Interview with Lydia Makin
Lydia Makin holds a BA in Fine Art from the Slade School of Fine Art and an MA in Fine Art from the Royal College of Art. She has received numerous accolades, including the Painters Stainers’ Company Scholarship, The Richard Ford Award, and the UCL East Provost Art Prize. Her work has been exhibited in London and Miami, with recent solo and group shows at Studio West, Gallery Rosenfeld, and PM/AM, where she also did a residency.
INTERVIEW WITH LAURA DAY WEBB AND LYDIA MAKIN
Your work integrates both urban and natural impulses. How do you navigate the tension between these two forces and what does their convergence reveal about the spaces we inhabit?
I see my paintings as invitations into the subconscious, where natural and urban impulses rise to the surface as emotional residues — traces of experience rather than literal reference. My process is intuitive: I seek out and respond to moments of discovery as they emerge on the canvas. Living in London, the city's layered energy naturally permeates the work, though more as undertone than subject. If there’s a convergence at play between these external influences, it tends to reveal itself indirectly — through formal tensions: light and dark, structure and fluidity. These oppositions recur throughout the work, not in conflict but in conversation — perhaps reflecting the inner landscapes we each navigate.
You speak of a 'third space’ within your practice. Could you elaborate on what this space represents both philosophically and visually?
I understand the ‘third space’ in painting as a liminal zone — a place where memory, emotion, and environment intertwine; where thought gives way to feeling, and intention dissolves into instinct. Philosophically, it’s tied to presence and embodiment, a porous state between self and world. My process is uncertain, precarious. There’s tension in the not-knowing — but also a charge, a quiet thrill, as the image unfolds and finds its own rhythm.
Your compositions seem to carry the energy of spiritualist abstraction and post modern mysticism while also feeling rooted in futuristic sensibility. How do you situate your work within or beyond these traditions?
If the work resonates with certain traditions, it’s likely because of shared concerns — with the immaterial, the sensual, or the symbolic. Though I understand why those connections arise, I’m not consciously aligning myself with any one lineage. The paintings emerge from lived experience, shaped through the act of making. They exist somewhere between — or perhaps beyond — categories, and I’m comfortable leaving that space undefined.
Artists such as Caravaggio, Raphael and Goya have informed your practice. In what ways does the theatricality of these old masters resonate in your work, and how do you re interpret it through a contemporary lens?
Encountering Goya’s Black Paintings at the Prado was a formative experience. In his work, reality feels blurred and destabilized, yet utterly alive. What struck me most was the raw urgency of his brushwork — a visceral surrender to the medium, as if he were channeling something beyond himself. That depth of presence is something I strive for in my own practice.
With Caravaggio, it was the way darkness functioned not just as background but as atmosphere — carrying weight, presence, even drama. From Raphael, I’ve always been captivated by the way movement breathes through the folds of fabric.
I don’t seek to directly reinterpret these reference points, but they inform the cadence of my process, surfacing organically as I work.
You have expressed a desire to create something new and unexpected in each piece. How do you cultivate this sense of discovery while remaining grounded in a coherent visual identity?
While there is a thread that links my paintings, it’s not something I consciously impose. It arises naturally from core interests that have shaped my practice over many years — namely, bodily rhythm and gestural flow.
Painting is limitless and expansive in its nature. I see my paintings as their own living, breathing life force. For that vitality to emerge, each painting must undergo a process — one that can’t be repeated. I couldn’t recreate the same image twice, even if I tried.
The scale of your paintings creates an immersive, almost overwhelming experience. What role does scale play in your effort to alter the viewer’s perception or emotional state?
I still remember seeing Lee Krasner’s The Eye is in the First Circle at the Royal Academy during my first year at the Slade. The sheer physicality of the brushwork left a deep impression — it revealed how large-scale painting, when done with conviction, can be profoundly affecting. That experience has stayed with me.
For me, the beauty of painting lies in its ability to express the unsayable. When this quality is amplified by scale, the result can feel almost otherworldly — something that shifts perception and unsettles the boundaries of language. Words often feel too narrow for what painting can hold. At its best, large-scale painting doesn’t just surround us; it challenges us with its vast, unbounded complexity.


▸ **What is being asked**
Skip the pictures. Give all the data again exactly.

▸ **Saved entries**

━━━━━━━━━━━━━━━━━━━━━━━━━━━━━━

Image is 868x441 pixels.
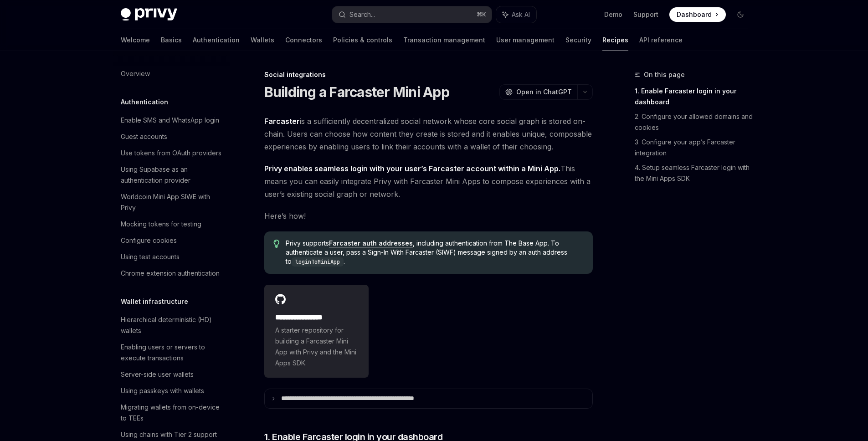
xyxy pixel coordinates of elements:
[120,131,167,142] div: Guest accounts
[114,112,230,128] a: Enable SMS and WhatsApp login
[264,70,593,79] div: Social integrations
[120,235,177,246] div: Configure cookies
[114,265,230,282] a: Chrome extension authentication
[120,268,220,279] div: Chrome extension authentication
[114,145,230,162] a: Use tokens from OAuth providers
[285,239,583,266] span: Privy supports , including authentication from The Base App. To authenticate a user, pass a Sign-...
[114,367,230,383] a: Server-side user wallets
[114,399,230,427] a: Migrating wallets from on-device to TEEs
[634,84,755,109] a: 1. Enable Farcaster login in your dashboard
[403,29,485,51] a: Transaction management
[114,233,230,249] a: Configure cookies
[329,239,413,248] a: Farcaster auth addresses
[114,189,230,216] a: Worldcoin Mini App SIWE with Privy
[639,29,682,51] a: API reference
[264,115,593,153] span: is a sufficiently decentralized social network whose core social graph is stored on-chain. Users ...
[333,29,392,51] a: Policies & controls
[644,69,685,80] span: On this page
[565,29,592,51] a: Security
[120,252,180,262] div: Using test accounts
[496,29,554,51] a: User management
[120,386,204,397] div: Using passkeys with wallets
[677,10,712,19] span: Dashboard
[264,210,593,222] span: Here’s how!
[120,429,217,440] div: Using chains with Tier 2 support
[114,383,230,399] a: Using passkeys with wallets
[114,216,230,233] a: Mocking tokens for testing
[264,162,593,201] span: This means you can easily integrate Privy with Farcaster Mini Apps to compose experiences with a ...
[114,162,230,189] a: Using Supabase as an authentication provider
[161,29,182,51] a: Basics
[332,6,491,23] button: Search...⌘K
[496,6,536,23] button: Ask AI
[633,10,659,19] a: Support
[634,161,755,186] a: 4. Setup seamless Farcaster login with the Mini Apps SDK
[120,148,221,159] div: Use tokens from OAuth providers
[292,257,343,266] code: loginToMiniApp
[264,117,300,126] a: Farcaster
[285,29,322,51] a: Connectors
[264,117,300,126] strong: Farcaster
[634,109,755,135] a: 2. Configure your allowed domains and cookies
[120,342,225,364] div: Enabling users or servers to execute transactions
[477,11,486,18] span: ⌘ K
[114,339,230,367] a: Enabling users or servers to execute transactions
[274,240,280,248] svg: Tip
[120,314,225,336] div: Hierarchical deterministic (HD) wallets
[264,164,561,173] strong: Privy enables seamless login with your user’s Farcaster account within a Mini App.
[634,135,755,161] a: 3. Configure your app’s Farcaster integration
[264,285,369,378] a: **** **** **** **A starter repository for building a Farcaster Mini App with Privy and the Mini A...
[193,29,240,51] a: Authentication
[250,29,274,51] a: Wallets
[275,325,358,369] span: A starter repository for building a Farcaster Mini App with Privy and the Mini Apps SDK.
[120,97,168,108] h5: Authentication
[120,402,225,424] div: Migrating wallets from on-device to TEEs
[604,10,623,19] a: Demo
[602,29,628,51] a: Recipes
[669,7,726,22] a: Dashboard
[516,87,572,97] span: Open in ChatGPT
[120,8,177,21] img: dark logo
[264,84,449,100] h1: Building a Farcaster Mini App
[114,128,230,145] a: Guest accounts
[350,9,375,20] div: Search...
[120,29,150,51] a: Welcome
[120,219,202,230] div: Mocking tokens for testing
[114,249,230,265] a: Using test accounts
[120,115,219,126] div: Enable SMS and WhatsApp login
[512,10,530,19] span: Ask AI
[114,66,230,82] a: Overview
[733,7,748,22] button: Toggle dark mode
[499,84,578,100] button: Open in ChatGPT
[120,68,150,79] div: Overview
[114,312,230,339] a: Hierarchical deterministic (HD) wallets
[120,164,225,186] div: Using Supabase as an authentication provider
[120,296,188,308] h5: Wallet infrastructure
[120,369,194,380] div: Server-side user wallets
[120,191,225,213] div: Worldcoin Mini App SIWE with Privy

━━━━━━━━━━━━━━━━━━━━━━━━━━━━━━

▸ **Task answer**
Image is 868x441 pixels.
xyxy pixel coordinates of elements:
[120,131,167,142] div: Guest accounts
[114,112,230,128] a: Enable SMS and WhatsApp login
[264,70,593,79] div: Social integrations
[120,235,177,246] div: Configure cookies
[114,265,230,282] a: Chrome extension authentication
[120,268,220,279] div: Chrome extension authentication
[114,145,230,162] a: Use tokens from OAuth providers
[285,239,583,266] span: Privy supports , including authentication from The Base App. To authenticate a user, pass a Sign-...
[114,367,230,383] a: Server-side user wallets
[114,399,230,427] a: Migrating wallets from on-device to TEEs
[634,84,755,109] a: 1. Enable Farcaster login in your dashboard
[403,29,485,51] a: Transaction management
[114,233,230,249] a: Configure cookies
[329,239,413,248] a: Farcaster auth addresses
[114,189,230,216] a: Worldcoin Mini App SIWE with Privy
[639,29,682,51] a: API reference
[264,115,593,153] span: is a sufficiently decentralized social network whose core social graph is stored on-chain. Users ...
[333,29,392,51] a: Policies & controls
[644,69,685,80] span: On this page
[565,29,592,51] a: Security
[120,252,180,262] div: Using test accounts
[496,29,554,51] a: User management
[120,386,204,397] div: Using passkeys with wallets
[677,10,712,19] span: Dashboard
[264,210,593,222] span: Here’s how!
[120,429,217,440] div: Using chains with Tier 2 support
[114,383,230,399] a: Using passkeys with wallets
[114,216,230,233] a: Mocking tokens for testing
[264,162,593,201] span: This means you can easily integrate Privy with Farcaster Mini Apps to compose experiences with a ...
[114,162,230,189] a: Using Supabase as an authentication provider
[161,29,182,51] a: Basics
[332,6,491,23] button: Search...⌘K
[496,6,536,23] button: Ask AI
[633,10,659,19] a: Support
[634,161,755,186] a: 4. Setup seamless Farcaster login with the Mini Apps SDK
[120,148,221,159] div: Use tokens from OAuth providers
[292,257,343,266] code: loginToMiniApp
[264,117,300,126] a: Farcaster
[285,29,322,51] a: Connectors
[264,117,300,126] strong: Farcaster
[634,109,755,135] a: 2. Configure your allowed domains and cookies
[120,342,225,364] div: Enabling users or servers to execute transactions
[477,11,486,18] span: ⌘ K
[114,339,230,367] a: Enabling users or servers to execute transactions
[274,240,280,248] svg: Tip
[120,314,225,336] div: Hierarchical deterministic (HD) wallets
[264,164,561,173] strong: Privy enables seamless login with your user’s Farcaster account within a Mini App.
[634,135,755,161] a: 3. Configure your app’s Farcaster integration
[264,285,369,378] a: **** **** **** **A starter repository for building a Farcaster Mini App with Privy and the Mini A...
[193,29,240,51] a: Authentication
[250,29,274,51] a: Wallets
[275,325,358,369] span: A starter repository for building a Farcaster Mini App with Privy and the Mini Apps SDK.
[120,97,168,108] h5: Authentication
[120,402,225,424] div: Migrating wallets from on-device to TEEs
[604,10,623,19] a: Demo
[602,29,628,51] a: Recipes
[669,7,726,22] a: Dashboard
[516,87,572,97] span: Open in ChatGPT
[120,8,177,21] img: dark logo
[264,84,449,100] h1: Building a Farcaster Mini App
[114,128,230,145] a: Guest accounts
[350,9,375,20] div: Search...
[120,29,150,51] a: Welcome
[120,219,202,230] div: Mocking tokens for testing
[114,249,230,265] a: Using test accounts
[120,115,219,126] div: Enable SMS and WhatsApp login
[512,10,530,19] span: Ask AI
[114,66,230,82] a: Overview
[733,7,748,22] button: Toggle dark mode
[499,84,578,100] button: Open in ChatGPT
[120,68,150,79] div: Overview
[114,312,230,339] a: Hierarchical deterministic (HD) wallets
[120,164,225,186] div: Using Supabase as an authentication provider
[120,296,188,308] h5: Wallet infrastructure
[120,369,194,380] div: Server-side user wallets
[120,191,225,213] div: Worldcoin Mini App SIWE with Privy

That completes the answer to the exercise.